Dominican "vitamins" & "hot diggety dog" (1906, again)

Bapopik at AOL.COM Bapopik at AOL.COM
Tue Feb 22 21:51:03 UTC 2005


Greetings from Casa de Campo in the Dominican Republic. There are several restaurants at the resort here, but they serve Italian, Chinese, Mexican, and Japanese food...Dominicans seem pretty sure that they'll have the next pope.

DOMINICAN COFFEE--served here. It just means that it comes from here, not like Mexican coffee (with Kahlua).

DOMINICAN ROLL--Tuna, avocado, plantain, shrimp.

VITAMIN A--Rum.
VITAMIN B--Beer.
VITAMIN C--Coke (soft drink).


HOT DIGGETY DOG--I found "hot diggety (dog)" in Winsor McCay's "Dreams of the Rarebit Fiend" in the NY Evening Telegram, 20 September 1906. I had spent several weeks going through all of McCay the old-fashioned way. I mentioned that here at least twice. No one remembers? No one checks the archives?

Some old Harvard stuff that I'd posted, revisited:

YOU CAN ALWAYS TELL A HARVARD MAN, BUT YOU CAN'T TELL HIM MUCH--
5 March 1921
I remember I was told before entering college--by a graduate of Brown, I think it was--that no man could go to Harvard and stay there four years without becoming a snob. This man, like Arthur Train, cited the choice maxim, "You can always tell a Harvard man, but you can't tell him anything," as proof of his allegation. As a neophyte I was considerably impressed by this statement, but managed somehow to reserve my judgment and entered the Freshman class in 1916. In all this time I had heard nothing of the high intellectual standards which prevail at Harvard; the most I knew of the University was its supremacy in athletics (there had been a football victory about that time, I believe).


GENTLEMAN'S GRADE--
>From news on Friday, January 14, 1910
EXAMINATIONS AND INTELLECTUAL REFORM.
In a few days the feverish rush of work that always precedes the semi-annual examinations will commence; with many men it is already under way. The disturbance that examinations make in the routine of life of the majority of undergraduates is a measure of the scholastic apathy that intervenes; a quietness barely broken by hour examinations, tests, and theses. Interests athletic and social pursued to the exclusion of the purely intellectual are responsible for the unpopularity of examinations, and for the sentiment, often felt if not expressed, that "C is a gentleman's grade."


OH RINEHART!--
6 January 1914
The Graduate Student probably expected that the epithet which he applied to the CRIMSON would excite the ire of this "long-faced periodical." But if he will take "Oh, pueri!" to Mr. Copeland and "This is college life, this is" to someone who saw the Follies, we are sure that he will discover that we cried out, not against the "wholesome youthfulness" of the resurrected Rinehart episode, but rather in that very spirit of toleration and amusement that he has himself assumed.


Your task: Gather each line in the entries that includes the string "Gleason".

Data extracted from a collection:
>>

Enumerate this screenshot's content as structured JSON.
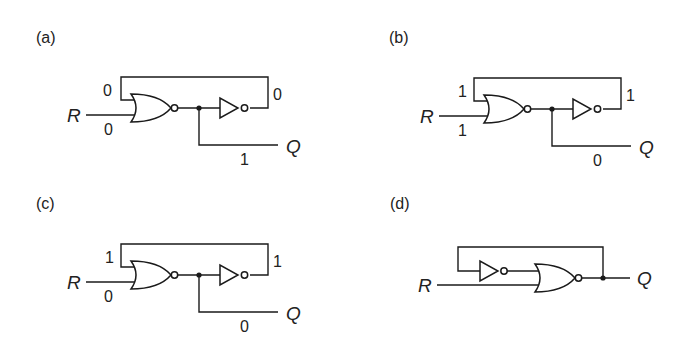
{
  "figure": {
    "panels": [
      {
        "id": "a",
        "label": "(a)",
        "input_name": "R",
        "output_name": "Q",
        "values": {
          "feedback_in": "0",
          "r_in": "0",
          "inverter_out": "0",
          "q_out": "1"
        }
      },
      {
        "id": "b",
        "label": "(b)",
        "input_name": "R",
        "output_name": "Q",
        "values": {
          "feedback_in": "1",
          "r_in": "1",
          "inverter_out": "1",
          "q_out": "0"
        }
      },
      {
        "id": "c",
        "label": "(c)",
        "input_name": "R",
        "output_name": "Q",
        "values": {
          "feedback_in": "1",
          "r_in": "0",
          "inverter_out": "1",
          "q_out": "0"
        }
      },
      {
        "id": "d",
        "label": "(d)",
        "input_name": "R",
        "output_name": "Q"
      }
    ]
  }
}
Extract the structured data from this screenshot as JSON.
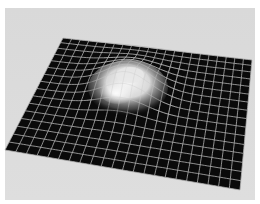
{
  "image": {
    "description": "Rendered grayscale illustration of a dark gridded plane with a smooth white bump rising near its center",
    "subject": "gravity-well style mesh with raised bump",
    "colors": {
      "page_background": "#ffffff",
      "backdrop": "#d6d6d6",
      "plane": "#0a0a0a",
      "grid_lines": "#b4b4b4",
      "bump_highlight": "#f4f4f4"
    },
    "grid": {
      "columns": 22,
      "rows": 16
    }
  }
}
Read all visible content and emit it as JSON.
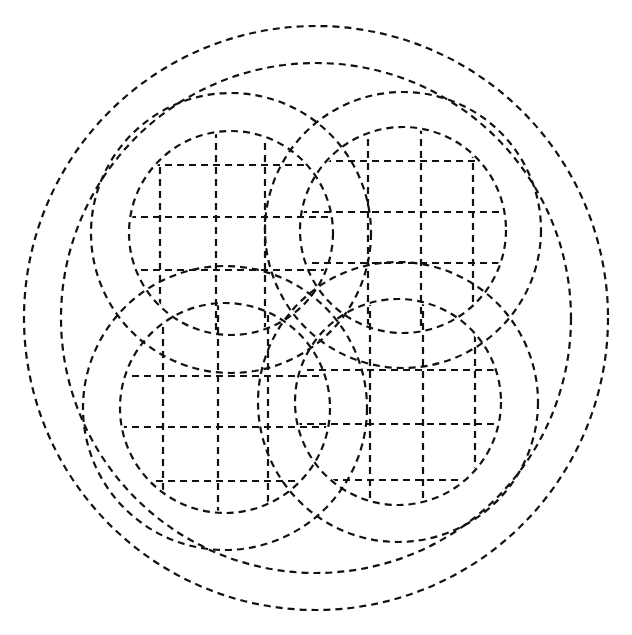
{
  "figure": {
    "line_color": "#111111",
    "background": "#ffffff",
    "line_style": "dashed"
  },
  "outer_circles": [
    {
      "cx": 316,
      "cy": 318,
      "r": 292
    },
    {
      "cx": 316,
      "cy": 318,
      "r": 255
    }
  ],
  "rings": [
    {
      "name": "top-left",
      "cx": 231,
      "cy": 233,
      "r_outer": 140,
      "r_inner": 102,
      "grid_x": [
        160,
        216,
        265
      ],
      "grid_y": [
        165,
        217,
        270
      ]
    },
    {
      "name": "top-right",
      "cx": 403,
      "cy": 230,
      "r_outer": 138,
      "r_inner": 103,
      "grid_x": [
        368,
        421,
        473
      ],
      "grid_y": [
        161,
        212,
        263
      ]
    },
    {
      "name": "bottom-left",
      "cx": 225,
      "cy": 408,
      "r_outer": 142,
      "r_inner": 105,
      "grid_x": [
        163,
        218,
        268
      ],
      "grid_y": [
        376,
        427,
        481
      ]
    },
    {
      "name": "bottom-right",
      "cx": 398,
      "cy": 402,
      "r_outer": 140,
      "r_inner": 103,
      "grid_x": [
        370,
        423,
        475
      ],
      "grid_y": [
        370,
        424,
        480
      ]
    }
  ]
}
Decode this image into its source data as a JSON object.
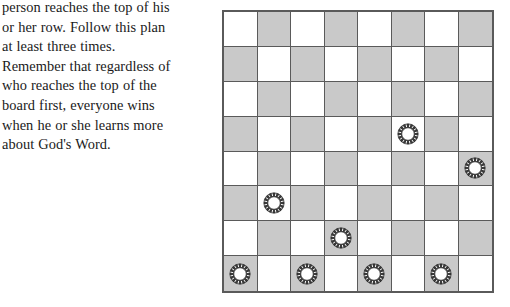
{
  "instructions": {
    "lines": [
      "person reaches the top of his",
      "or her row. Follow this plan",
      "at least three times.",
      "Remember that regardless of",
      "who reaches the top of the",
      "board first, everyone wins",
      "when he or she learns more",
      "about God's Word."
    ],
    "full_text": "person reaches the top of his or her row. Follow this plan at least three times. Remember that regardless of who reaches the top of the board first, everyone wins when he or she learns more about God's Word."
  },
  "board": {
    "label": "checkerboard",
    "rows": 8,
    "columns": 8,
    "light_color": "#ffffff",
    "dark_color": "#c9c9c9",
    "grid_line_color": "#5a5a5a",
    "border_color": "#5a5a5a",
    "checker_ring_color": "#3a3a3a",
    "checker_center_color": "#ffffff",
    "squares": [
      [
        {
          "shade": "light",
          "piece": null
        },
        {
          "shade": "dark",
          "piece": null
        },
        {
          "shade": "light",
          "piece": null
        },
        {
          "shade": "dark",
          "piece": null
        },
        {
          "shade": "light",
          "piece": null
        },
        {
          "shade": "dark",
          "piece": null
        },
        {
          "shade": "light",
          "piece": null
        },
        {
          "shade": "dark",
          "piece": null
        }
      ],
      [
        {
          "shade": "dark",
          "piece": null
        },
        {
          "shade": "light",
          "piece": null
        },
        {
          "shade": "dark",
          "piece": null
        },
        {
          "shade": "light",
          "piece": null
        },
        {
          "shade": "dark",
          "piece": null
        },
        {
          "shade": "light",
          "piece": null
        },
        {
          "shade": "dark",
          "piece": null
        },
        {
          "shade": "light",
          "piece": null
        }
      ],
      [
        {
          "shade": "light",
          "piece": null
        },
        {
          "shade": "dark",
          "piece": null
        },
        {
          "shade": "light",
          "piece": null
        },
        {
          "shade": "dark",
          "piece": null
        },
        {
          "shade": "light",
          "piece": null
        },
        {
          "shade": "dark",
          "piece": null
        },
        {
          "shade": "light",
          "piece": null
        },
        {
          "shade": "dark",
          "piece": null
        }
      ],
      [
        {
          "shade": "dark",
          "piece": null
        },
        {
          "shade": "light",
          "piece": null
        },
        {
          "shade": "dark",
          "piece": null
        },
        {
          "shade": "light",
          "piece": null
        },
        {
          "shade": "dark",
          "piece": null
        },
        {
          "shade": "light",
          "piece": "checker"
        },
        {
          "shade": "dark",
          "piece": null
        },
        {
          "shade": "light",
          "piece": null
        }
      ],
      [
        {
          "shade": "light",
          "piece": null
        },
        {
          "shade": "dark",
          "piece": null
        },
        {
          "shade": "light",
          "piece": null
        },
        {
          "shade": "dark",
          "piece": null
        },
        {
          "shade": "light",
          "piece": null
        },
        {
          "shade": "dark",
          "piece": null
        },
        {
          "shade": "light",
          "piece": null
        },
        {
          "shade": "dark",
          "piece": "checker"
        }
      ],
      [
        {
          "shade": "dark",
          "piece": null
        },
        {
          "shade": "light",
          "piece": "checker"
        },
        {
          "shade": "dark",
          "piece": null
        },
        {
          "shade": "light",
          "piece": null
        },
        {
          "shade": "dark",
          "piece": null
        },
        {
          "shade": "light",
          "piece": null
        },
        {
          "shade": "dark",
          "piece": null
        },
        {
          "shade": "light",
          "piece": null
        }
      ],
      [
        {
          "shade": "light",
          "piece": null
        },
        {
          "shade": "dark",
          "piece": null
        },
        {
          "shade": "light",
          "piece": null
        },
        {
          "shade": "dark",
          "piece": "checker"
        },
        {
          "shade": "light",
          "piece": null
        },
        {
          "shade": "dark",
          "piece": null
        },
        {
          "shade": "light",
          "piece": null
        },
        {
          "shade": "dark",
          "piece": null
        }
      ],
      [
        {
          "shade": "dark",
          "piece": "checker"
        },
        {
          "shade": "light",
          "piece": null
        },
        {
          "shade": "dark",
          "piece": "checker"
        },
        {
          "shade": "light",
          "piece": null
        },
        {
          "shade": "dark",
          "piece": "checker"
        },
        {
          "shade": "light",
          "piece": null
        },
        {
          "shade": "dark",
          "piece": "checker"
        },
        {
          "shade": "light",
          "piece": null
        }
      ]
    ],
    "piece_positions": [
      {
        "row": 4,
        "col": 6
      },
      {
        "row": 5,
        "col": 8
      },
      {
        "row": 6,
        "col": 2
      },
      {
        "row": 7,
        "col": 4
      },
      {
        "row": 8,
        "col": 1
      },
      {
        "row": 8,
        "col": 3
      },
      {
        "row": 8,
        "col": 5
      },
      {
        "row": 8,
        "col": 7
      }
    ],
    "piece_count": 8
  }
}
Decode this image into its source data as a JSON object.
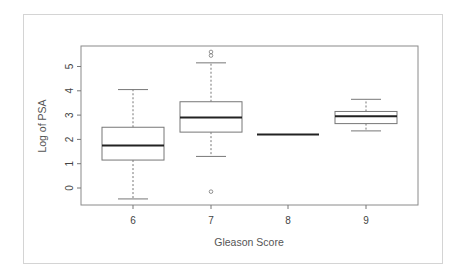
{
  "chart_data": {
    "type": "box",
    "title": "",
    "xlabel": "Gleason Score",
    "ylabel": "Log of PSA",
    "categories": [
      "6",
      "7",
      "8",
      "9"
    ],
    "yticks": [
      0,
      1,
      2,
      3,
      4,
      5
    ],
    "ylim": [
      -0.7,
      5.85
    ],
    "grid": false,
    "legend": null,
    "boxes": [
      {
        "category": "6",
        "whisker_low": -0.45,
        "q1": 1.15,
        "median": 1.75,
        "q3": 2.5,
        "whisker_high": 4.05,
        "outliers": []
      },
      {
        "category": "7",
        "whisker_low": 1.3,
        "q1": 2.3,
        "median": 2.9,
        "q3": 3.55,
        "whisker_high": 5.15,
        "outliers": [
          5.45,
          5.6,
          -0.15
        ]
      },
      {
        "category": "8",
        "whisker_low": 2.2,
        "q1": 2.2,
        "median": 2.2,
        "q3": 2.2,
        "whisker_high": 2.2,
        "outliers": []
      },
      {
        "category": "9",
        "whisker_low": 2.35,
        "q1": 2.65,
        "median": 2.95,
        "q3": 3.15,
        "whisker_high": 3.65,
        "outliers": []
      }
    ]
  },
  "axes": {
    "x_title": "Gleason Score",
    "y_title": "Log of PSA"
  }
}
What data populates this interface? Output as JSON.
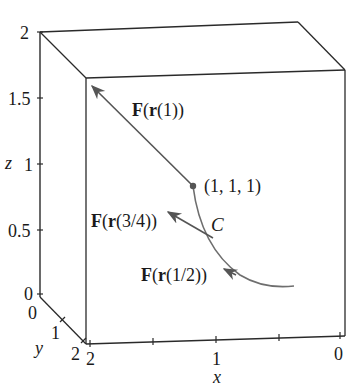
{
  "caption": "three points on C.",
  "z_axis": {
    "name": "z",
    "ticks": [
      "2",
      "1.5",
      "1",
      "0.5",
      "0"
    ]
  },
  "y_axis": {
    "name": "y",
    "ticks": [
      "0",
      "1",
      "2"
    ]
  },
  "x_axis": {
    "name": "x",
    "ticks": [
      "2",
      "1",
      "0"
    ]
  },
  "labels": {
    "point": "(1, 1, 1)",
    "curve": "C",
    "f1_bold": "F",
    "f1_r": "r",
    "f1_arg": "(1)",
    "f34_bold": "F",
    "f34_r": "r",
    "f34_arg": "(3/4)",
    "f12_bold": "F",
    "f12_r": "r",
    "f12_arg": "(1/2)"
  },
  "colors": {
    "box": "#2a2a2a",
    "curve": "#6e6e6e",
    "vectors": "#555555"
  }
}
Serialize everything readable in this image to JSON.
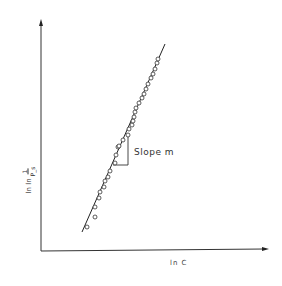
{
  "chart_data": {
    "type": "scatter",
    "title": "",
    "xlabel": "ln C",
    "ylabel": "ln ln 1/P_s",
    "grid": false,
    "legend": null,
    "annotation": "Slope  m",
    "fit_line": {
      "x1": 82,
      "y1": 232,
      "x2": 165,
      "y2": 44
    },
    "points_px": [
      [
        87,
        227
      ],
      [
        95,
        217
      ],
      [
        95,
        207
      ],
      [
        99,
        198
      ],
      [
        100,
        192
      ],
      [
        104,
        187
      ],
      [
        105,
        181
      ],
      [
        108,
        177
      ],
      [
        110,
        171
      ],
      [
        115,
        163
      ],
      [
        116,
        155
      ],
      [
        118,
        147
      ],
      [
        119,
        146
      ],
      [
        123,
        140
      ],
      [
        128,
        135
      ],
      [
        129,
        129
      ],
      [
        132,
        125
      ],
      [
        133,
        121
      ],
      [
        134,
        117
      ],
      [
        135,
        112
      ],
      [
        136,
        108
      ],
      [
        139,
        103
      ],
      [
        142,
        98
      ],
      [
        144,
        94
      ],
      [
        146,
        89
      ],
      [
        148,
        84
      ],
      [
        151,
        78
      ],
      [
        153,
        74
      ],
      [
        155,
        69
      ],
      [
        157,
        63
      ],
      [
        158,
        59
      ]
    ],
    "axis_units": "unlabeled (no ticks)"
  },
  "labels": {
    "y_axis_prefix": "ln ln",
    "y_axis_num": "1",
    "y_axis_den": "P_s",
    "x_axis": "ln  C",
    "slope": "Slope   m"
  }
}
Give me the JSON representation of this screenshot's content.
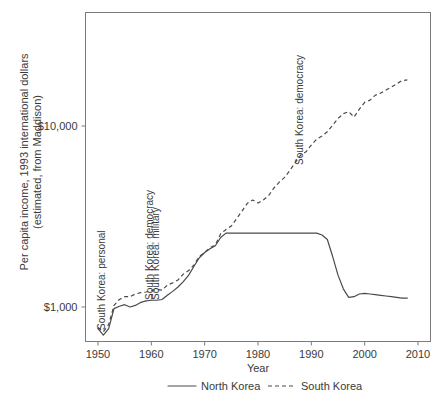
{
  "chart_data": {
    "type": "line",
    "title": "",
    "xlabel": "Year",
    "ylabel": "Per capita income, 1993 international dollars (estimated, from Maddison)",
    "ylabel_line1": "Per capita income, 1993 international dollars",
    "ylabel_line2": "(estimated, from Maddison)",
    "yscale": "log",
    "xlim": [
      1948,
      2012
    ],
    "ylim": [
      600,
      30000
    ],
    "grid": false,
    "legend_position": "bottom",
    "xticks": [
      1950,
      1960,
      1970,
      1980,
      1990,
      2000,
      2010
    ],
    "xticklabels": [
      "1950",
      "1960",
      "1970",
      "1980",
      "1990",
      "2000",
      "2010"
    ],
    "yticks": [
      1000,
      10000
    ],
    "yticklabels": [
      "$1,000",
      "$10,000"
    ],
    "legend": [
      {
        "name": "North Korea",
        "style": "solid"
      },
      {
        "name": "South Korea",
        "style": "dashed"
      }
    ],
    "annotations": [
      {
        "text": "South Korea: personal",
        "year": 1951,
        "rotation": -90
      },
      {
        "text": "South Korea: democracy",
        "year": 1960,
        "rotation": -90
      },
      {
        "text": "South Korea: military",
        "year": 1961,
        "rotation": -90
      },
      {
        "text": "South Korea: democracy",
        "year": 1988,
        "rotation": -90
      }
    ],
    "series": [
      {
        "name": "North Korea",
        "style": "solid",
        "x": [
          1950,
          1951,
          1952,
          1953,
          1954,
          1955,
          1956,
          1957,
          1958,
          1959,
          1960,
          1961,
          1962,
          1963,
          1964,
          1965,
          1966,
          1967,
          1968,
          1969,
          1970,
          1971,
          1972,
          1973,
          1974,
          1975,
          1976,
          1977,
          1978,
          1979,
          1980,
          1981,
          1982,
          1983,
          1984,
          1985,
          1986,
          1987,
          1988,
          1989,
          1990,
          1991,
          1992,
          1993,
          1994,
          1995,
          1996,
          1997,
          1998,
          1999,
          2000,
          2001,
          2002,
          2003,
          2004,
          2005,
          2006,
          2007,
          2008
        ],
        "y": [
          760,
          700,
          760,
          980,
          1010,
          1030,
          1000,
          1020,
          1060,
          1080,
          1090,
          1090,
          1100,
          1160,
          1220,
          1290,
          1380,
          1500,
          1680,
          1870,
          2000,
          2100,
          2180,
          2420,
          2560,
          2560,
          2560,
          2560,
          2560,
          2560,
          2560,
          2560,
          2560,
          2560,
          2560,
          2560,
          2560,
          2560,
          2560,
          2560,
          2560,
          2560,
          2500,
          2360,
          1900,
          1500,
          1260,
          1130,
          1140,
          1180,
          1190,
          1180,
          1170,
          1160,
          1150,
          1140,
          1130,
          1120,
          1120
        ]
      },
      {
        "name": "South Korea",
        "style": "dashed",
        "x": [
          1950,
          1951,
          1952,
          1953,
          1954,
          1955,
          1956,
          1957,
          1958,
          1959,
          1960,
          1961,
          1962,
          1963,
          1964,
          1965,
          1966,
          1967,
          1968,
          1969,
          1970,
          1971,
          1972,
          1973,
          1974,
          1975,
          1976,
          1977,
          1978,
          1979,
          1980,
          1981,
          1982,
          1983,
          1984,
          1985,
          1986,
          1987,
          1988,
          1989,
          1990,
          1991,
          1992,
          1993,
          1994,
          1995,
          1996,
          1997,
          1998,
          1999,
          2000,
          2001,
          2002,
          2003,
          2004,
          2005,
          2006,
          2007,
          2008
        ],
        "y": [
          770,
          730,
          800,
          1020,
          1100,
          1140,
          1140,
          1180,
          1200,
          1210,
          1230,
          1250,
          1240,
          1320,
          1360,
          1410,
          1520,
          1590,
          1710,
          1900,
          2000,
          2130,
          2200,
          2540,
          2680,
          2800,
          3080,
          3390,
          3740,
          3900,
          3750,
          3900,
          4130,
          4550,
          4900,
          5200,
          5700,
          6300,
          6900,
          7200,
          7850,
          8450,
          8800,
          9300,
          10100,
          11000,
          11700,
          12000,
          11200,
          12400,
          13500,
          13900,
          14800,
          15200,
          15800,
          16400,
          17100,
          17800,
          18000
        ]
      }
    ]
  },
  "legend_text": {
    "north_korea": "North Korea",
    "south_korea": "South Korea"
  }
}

<<

Answer section:
    "xlabel": "Gleason Score",
    "x_title": "Gleason Score",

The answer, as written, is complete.